Chairman Mao’s folded head wears a cowboy hat in a double image based on Andy Warhol’s famous homage to a gun-slinging Elvis Presley.
“Elvis Presley represents the American power that’s now being shaken by China, as symbolised by the portrait of Mao,” says the parodist. “The gun symbolises the difficulty Japan is having today standing between the two major powers.”
You wonder just how much money Hasegawa has gone through in his efforts to denigrate it. “The highest-value banknote I’ve ever used was a 10,000-yen bill with a portrait of Yukichi Fukuzawa, a Meiji-era philosopher. The bills that are easiest to fold are the ones with Lincoln and Gandhi, because their facial proportions can be manipulated into many different shapes. The one with Che Guevara is the hardest to use because the face is large and it’s hard to get a balanced result.”
While Thai paper currency is given a wide berth, Hasegawa has bedecked an actual sam lor trishaw with 50-satang coins, as well as gold leaf. “To me the sam lor symbolises labour because it’s powered by a man, signifying the working class.”
Thai multimedia artist Witaya Junma gives the exhibition an interactive dimension with three video installations interpreting Hasegawa’s work. In “Money Face”, standing at a vertical television screen, your own image appears half-body-length with a random array of Hasegawa’s folded banknote faces superimposed on your head.

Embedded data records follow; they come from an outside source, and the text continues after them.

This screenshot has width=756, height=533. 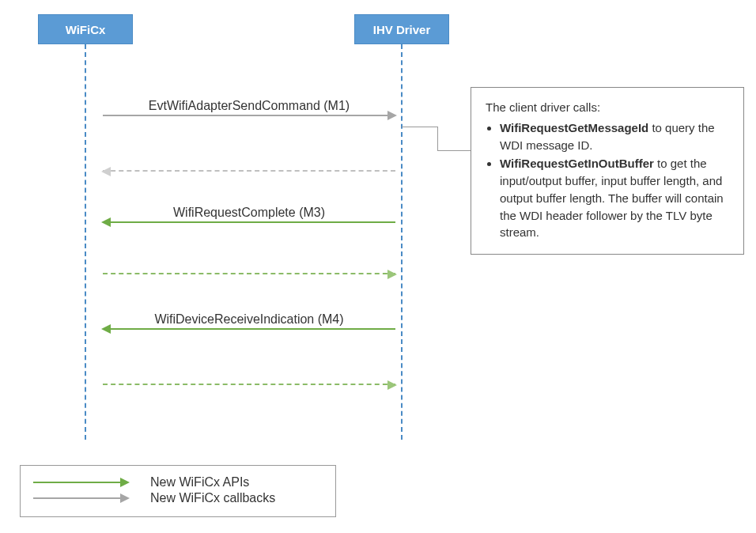 I want to click on participant-ihv-label: IHV Driver, so click(x=402, y=30).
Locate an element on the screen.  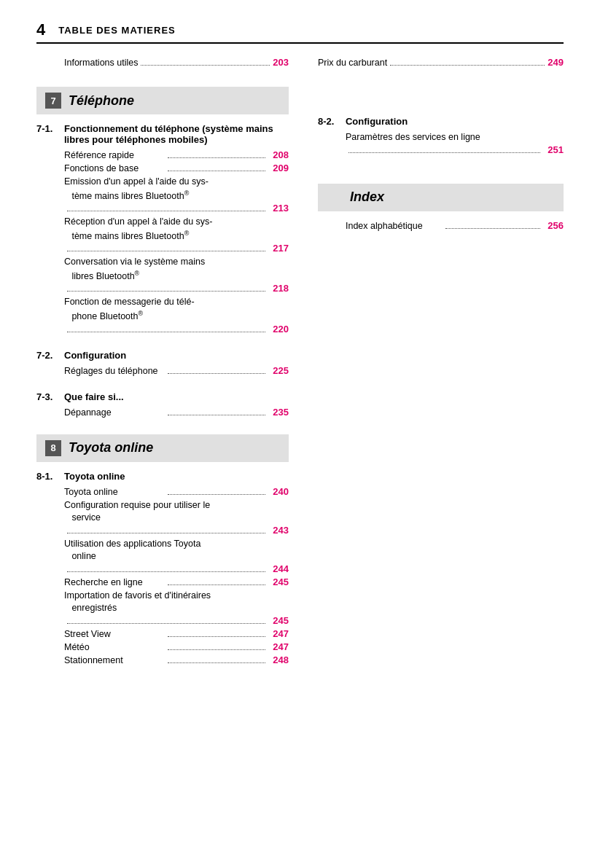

The resulting images are posted on the “Ngernsod Rodhomwaen” Facebook page (that’s the title of the exhibition in Thai). 
“Banknotes only bear portraits of important figures, but I wanted to insert pictures of ordinary people,” says Witaya, who teaches digital media at Sripatum University and is art director at Bit Studio.
In “Money Town”, Witaya swaps the faces for Hasegawa’s collage of landmarks depicted on banknotes. Your picture amid the famous scenes becomes part of the collage. And in “Mao Flaming Star & Me”, at the pull of a cord, your face replaces Mao’s atop the cowboy Elvis body. Pull it again and the gun “shoots” you.
  
 
 
CASHING OUT
>>The exhibition “Moneylicious” continues until September 5. 
>>Tadu Contemporary Art is on the second floor of the Thaiyarnyon Building at the head of Sukhumvit Soi 87 near the On Nut Skytrain station. It’s open daily except Sunday from 10 to 6. Call (086) 036 0760 or visit the Facebook page.
>>Witaya has his own website – www.WitayaJunma.com.